In December, 1999, based on the district’s guarantees, the trial judge dismissed the remainder of the action because the students had exacted from the district the relief sought in the lawsuit for free expression rights in curricular clubs. The judge rejected the notion that lesbian, gay, bisexual, and transgender issues are always inappropriate in schools, saying, “It would be naďve at best to assume that expression of such views necessarily would involve the advocacy or even the description of particular sexual behavior or practices. Concerns about discussion of human sexuality in the public school setting have little bearing upon a discussion of the role of gay and lesbian persons in the Holocaust, or the orientation of various historical or literary figures and its impact upon their lives and work.” Though the judge’s ruling upholds the prohibition of all non-curricular clubs—including Kelli Peterson’s GSA as originally conceived—it is a critical decision because it opens the door to discussions of lesbian, gay, bisexual, and transgender issues in Utah schools for the first time. As ideas about curricula and appropriate classroom discussion expand, it is inevitable that definitions of “curricular clubs” will evolve as well.
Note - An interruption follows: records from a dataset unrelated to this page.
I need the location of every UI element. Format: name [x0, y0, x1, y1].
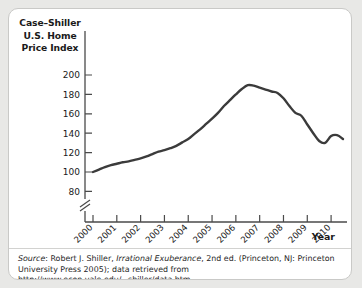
line-chart-svg: 80100120140160180200 2000200120022003200… [9, 9, 352, 247]
x-axis-tick-label: 2000 [72, 222, 95, 245]
x-axis-tick-label: 2006 [215, 222, 238, 245]
x-axis-tick-label: 2005 [191, 222, 214, 245]
x-axis-tick-label: 2004 [167, 222, 190, 245]
y-axis-tick-group: 80100120140160180200 [63, 70, 92, 196]
x-axis-tick-label: 2007 [239, 222, 262, 245]
source-line1-a: : Robert J. Shiller, [45, 254, 116, 263]
y-axis-tick-label: 160 [63, 109, 80, 119]
y-axis-tick-label: 80 [69, 187, 81, 197]
source-line2: University Press 2005); data retrieved f… [18, 265, 193, 280]
source-prefix: Source [18, 254, 45, 263]
y-axis-tick-label: 200 [63, 70, 80, 80]
x-axis-title: Year [312, 231, 335, 242]
x-axis-tick-group: 2000200120022003200420052006200720082009… [72, 215, 333, 245]
source-line1-b: , 2nd ed. (Princeton, NJ: Princeton [201, 254, 334, 263]
x-axis-tick-label: 2009 [286, 222, 309, 245]
y-axis-tick-label: 140 [63, 129, 80, 139]
y-axis-tick-label: 100 [63, 167, 80, 177]
y-axis-break-mark-1 [80, 200, 90, 207]
source-caption: Source: Robert J. Shiller, Irrational Ex… [9, 248, 352, 280]
x-axis-tick-label: 2002 [119, 222, 142, 245]
source-book-title: Irrational Exuberance [116, 254, 201, 263]
chart-plot-area: 80100120140160180200 2000200120022003200… [9, 9, 352, 247]
x-axis-tick-label: 2003 [143, 222, 166, 245]
y-axis-tick-label: 120 [63, 148, 80, 158]
y-axis-tick-label: 180 [63, 90, 80, 100]
x-axis-tick-label: 2008 [262, 222, 285, 245]
x-axis-tick-label: 2001 [96, 222, 119, 245]
figure-panel: Case–Shiller U.S. Home Price Index 80100… [8, 8, 352, 280]
data-series-line [93, 85, 343, 172]
y-axis-break-mark-2 [80, 204, 90, 211]
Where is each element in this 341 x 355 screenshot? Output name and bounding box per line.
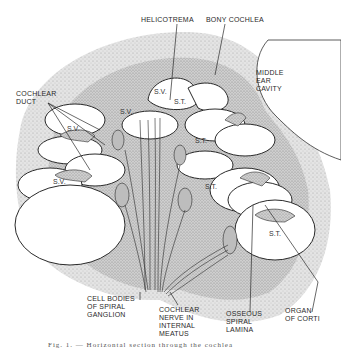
label-cell-bodies: CELL BODIES OF SPIRAL GANGLION — [87, 295, 135, 319]
cochlear-duct-line-2: DUCT — [16, 98, 57, 106]
label-sv-apex: S.V. — [154, 88, 167, 95]
label-st-apex: S.T. — [174, 98, 186, 105]
cochlear-nerve-line-4: MEATUS — [159, 330, 200, 338]
osseous-line-2: SPIRAL — [226, 318, 262, 326]
middle-ear-line-1: MIDDLE — [256, 69, 284, 77]
cochlear-nerve-line-1: COCHLEAR — [159, 306, 200, 314]
organ-line-1: ORGAN — [285, 307, 320, 315]
label-middle-ear-cavity: MIDDLE EAR CAVITY — [256, 69, 284, 93]
label-organ-of-corti: ORGAN OF CORTI — [285, 307, 320, 323]
cochlear-nerve-line-2: NERVE IN — [159, 314, 200, 322]
label-st-basal: S.T. — [269, 230, 281, 237]
label-sv-lower-left: S.V. — [53, 178, 66, 185]
label-helicotrema: HELICOTREMA — [141, 16, 194, 24]
label-st-middle-right: S.T. — [195, 137, 207, 144]
label-sv-left: S.V. — [67, 125, 80, 132]
label-cochlear-nerve: COCHLEAR NERVE IN INTERNAL MEATUS — [159, 306, 200, 338]
figure-caption: Fig. 1. — Horizontal section through the… — [48, 341, 233, 349]
label-sv-middle: S.V. — [120, 108, 133, 115]
cell-bodies-line-1: CELL BODIES — [87, 295, 135, 303]
cochlear-duct-line-1: COCHLEAR — [16, 90, 57, 98]
cochlea-diagram — [0, 0, 341, 355]
osseous-line-1: OSSEOUS — [226, 310, 262, 318]
osseous-line-3: LAMINA — [226, 326, 262, 334]
cell-bodies-line-2: OF SPIRAL — [87, 303, 135, 311]
label-cochlear-duct: COCHLEAR DUCT — [16, 90, 57, 106]
cell-bodies-line-3: GANGLION — [87, 311, 135, 319]
label-bony-cochlea: BONY COCHLEA — [206, 16, 264, 24]
middle-ear-line-2: EAR — [256, 77, 284, 85]
cochlear-nerve-line-3: INTERNAL — [159, 322, 200, 330]
middle-ear-line-3: CAVITY — [256, 85, 284, 93]
label-osseous-lamina: OSSEOUS SPIRAL LAMINA — [226, 310, 262, 334]
label-st-lower-middle: S.T. — [205, 183, 217, 190]
organ-line-2: OF CORTI — [285, 315, 320, 323]
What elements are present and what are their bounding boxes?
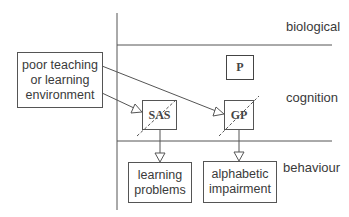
node-gp-label: GP xyxy=(231,108,248,123)
level-label-cognition: cognition xyxy=(286,90,338,105)
node-environment: poor teaching or learning environment xyxy=(17,52,103,108)
arrowhead-alphabetic-impairment xyxy=(234,152,244,161)
node-learning-problems: learning problems xyxy=(128,162,192,203)
node-sas-label: SAS xyxy=(148,108,170,123)
node-alphabetic-impairment-line1: alphabetic xyxy=(212,167,269,182)
node-learning-problems-line2: problems xyxy=(134,183,185,198)
arrowhead-learning-problems xyxy=(155,153,165,162)
node-environment-line1: poor teaching xyxy=(22,58,98,73)
node-p-label: P xyxy=(236,60,243,75)
node-learning-problems-line1: learning xyxy=(138,168,182,183)
arrowhead-gp xyxy=(213,107,224,116)
level-label-biological: biological xyxy=(286,19,340,34)
arrowhead-sas xyxy=(131,104,142,113)
node-environment-line3: environment xyxy=(26,88,95,103)
node-sas: SAS xyxy=(142,100,177,130)
node-alphabetic-impairment: alphabetic impairment xyxy=(203,161,277,203)
node-environment-line2: or learning xyxy=(30,73,89,88)
node-gp: GP xyxy=(224,100,254,130)
level-label-behaviour: behaviour xyxy=(283,160,340,175)
edge-environment-to-sas xyxy=(102,93,134,108)
node-p: P xyxy=(226,55,254,80)
node-alphabetic-impairment-line2: impairment xyxy=(209,182,271,197)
POSTSCRIPT: Only days after the Utah decision, school board members in Orange County, California voted 7-0 to ban a GSA from El Modena High School claiming that the group’s subject matter is curricular and therefore not protected by the Equal Access Act, which protects only non-curricular clubs. The school board stated that the club’s purpose is sexually related and that the board has a duty to control how sex education is taught and by whom. Some heralded the decision as responsible and a protection of parental rights. Students argued that the goal of the club is to promote tolerance, not sexuality, and to serve as a place where gay and straight students can socialize and do service projects without fear of harassment. Supporters of the club further point out that, though the Gay-Straight Alliance has been categorized as a curricular club, El Modena High School does not reflect lesbian, gay, bisexual, or transgender issues in any of its present curricula or policies. Both the Salt Lake City and Orange County decisions highlight important legal and moral issues. Since the debate over GSAs and LGBT inclusion is still so new, it will likely be some time before a definitive legal precedent is set. In the meantime, each school community must rely on the strength of its mission and sense of justice in doing the right thing for its students.